Now, as the district prepares for more immigrant youth to enroll in classes in the upcoming school year, Bautista says it is well-prepared to meet the new students’ needs. The district has already learned valuable lessons — like the benefit of hiring elementary school teachers to help teach literacy to recently arrived high school-age students, he said.
“There’s just different needs,” Bautista said. “I had kids sometimes that hadn’t been to school at all and now they’re 12 or 13 years old. That was a challenge, but having the right people in place that understand early literacy, that understand reading development — that’s been very successful for us.”
The school is also integrating immigrant students in other ways, including through a “newcomer pathway” program to help prepare students for college or pursue a vocational career in welding, truck driving, or another technical field.
“We’re really working on trying to make it a true college and career high school, where it’s not just about everybody going to college, but it’s about providing opportunity for everybody,” Bautista said.
Local organizations are also taking steps to help new students find their footing.
Centro la Familia, a Fresno-based nonprofit that provides counseling and advocacy services, has launched a pilot program — known as Opportunities for Youth — that aims to provide support for unaccompanied minors.
The program, which is funded through a grant from the California Department of Social Services, is focused on youth up to age 21, said Yadira Sanchez, a case manager with Centro la Familia. Through the program, case managers enroll kids into Medi-Cal and other state-sponsored programs, as well as provide mentors and support groups for children who have experienced trauma.
“We are hoping that as we start to meet them and get to know them that they’re able to open up so that we’re able to link them to services,” she said. “We ourselves are not psychologists, we’re not able to help them with that trauma, but we’re able to support them and connect them to those resources that can.”
Unaccompanied minors have opportunities in Fresno County
But local leaders are concerned about the children’s lives outside the classroom.
Dino Perez, executive director of Westside Youth, a community organization and recreational center in Mendota, worries that newly arrived young people will choose to work in the fields, in order to send money back to their families, rather than attend school.
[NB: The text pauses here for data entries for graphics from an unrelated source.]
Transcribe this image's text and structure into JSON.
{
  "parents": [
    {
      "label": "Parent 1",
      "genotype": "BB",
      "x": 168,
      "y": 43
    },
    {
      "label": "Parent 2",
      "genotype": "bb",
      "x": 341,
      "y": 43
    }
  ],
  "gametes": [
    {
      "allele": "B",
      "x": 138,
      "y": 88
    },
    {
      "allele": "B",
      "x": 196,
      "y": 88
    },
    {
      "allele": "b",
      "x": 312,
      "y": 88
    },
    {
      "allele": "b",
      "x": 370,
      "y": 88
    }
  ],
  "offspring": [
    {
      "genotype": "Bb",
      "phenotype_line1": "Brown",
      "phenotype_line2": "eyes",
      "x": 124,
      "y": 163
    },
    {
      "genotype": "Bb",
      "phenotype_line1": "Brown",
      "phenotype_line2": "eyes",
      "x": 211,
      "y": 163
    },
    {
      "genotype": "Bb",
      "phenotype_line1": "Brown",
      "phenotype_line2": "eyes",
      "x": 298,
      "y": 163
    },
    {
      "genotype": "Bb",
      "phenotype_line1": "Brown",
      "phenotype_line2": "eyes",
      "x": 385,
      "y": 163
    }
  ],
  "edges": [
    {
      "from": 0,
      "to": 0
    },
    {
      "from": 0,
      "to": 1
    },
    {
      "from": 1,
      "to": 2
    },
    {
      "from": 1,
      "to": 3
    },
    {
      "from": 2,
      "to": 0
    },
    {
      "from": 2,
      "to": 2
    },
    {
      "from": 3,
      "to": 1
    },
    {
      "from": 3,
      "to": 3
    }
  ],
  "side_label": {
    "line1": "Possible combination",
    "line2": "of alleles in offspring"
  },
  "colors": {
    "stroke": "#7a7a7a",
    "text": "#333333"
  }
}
He’s concerned that they’ll continue to re-create the cycle of poverty if they get stuck working in low-wage jobs.
“There’s so much more potential in this country and more opportunities,” Perez said. “We need to expose them to successful people that came from where they came from... hopefully that will spark them to want to do more.”
“Even though we’re overpopulated, we find a way to survive,” said Castro, the city’s mayor. “I want to welcome them and show them how great this country is.”
Like many unaccompanied minors, Cornejo expected to arrive in Mendota and work in the fields. But with the support of his guidance counselors, the school district and Westside Youth, he quickly learned English and excelled at school.
He’s now studying chemistry at California State University, Fresno, and hopes to be a doctor one day. He also helps mentor migrant children and wants to inspire them to learn English, pursue their passions and follow in his footsteps.
“I’m trying to be somebody they can look up to, that they can trust, reach out to and can talk to so maybe I can help,” he said. “I always thought that if I’m here, I’m probably here for a reason, and I want to make a change. Who knows, maybe I can change somebody’s life.”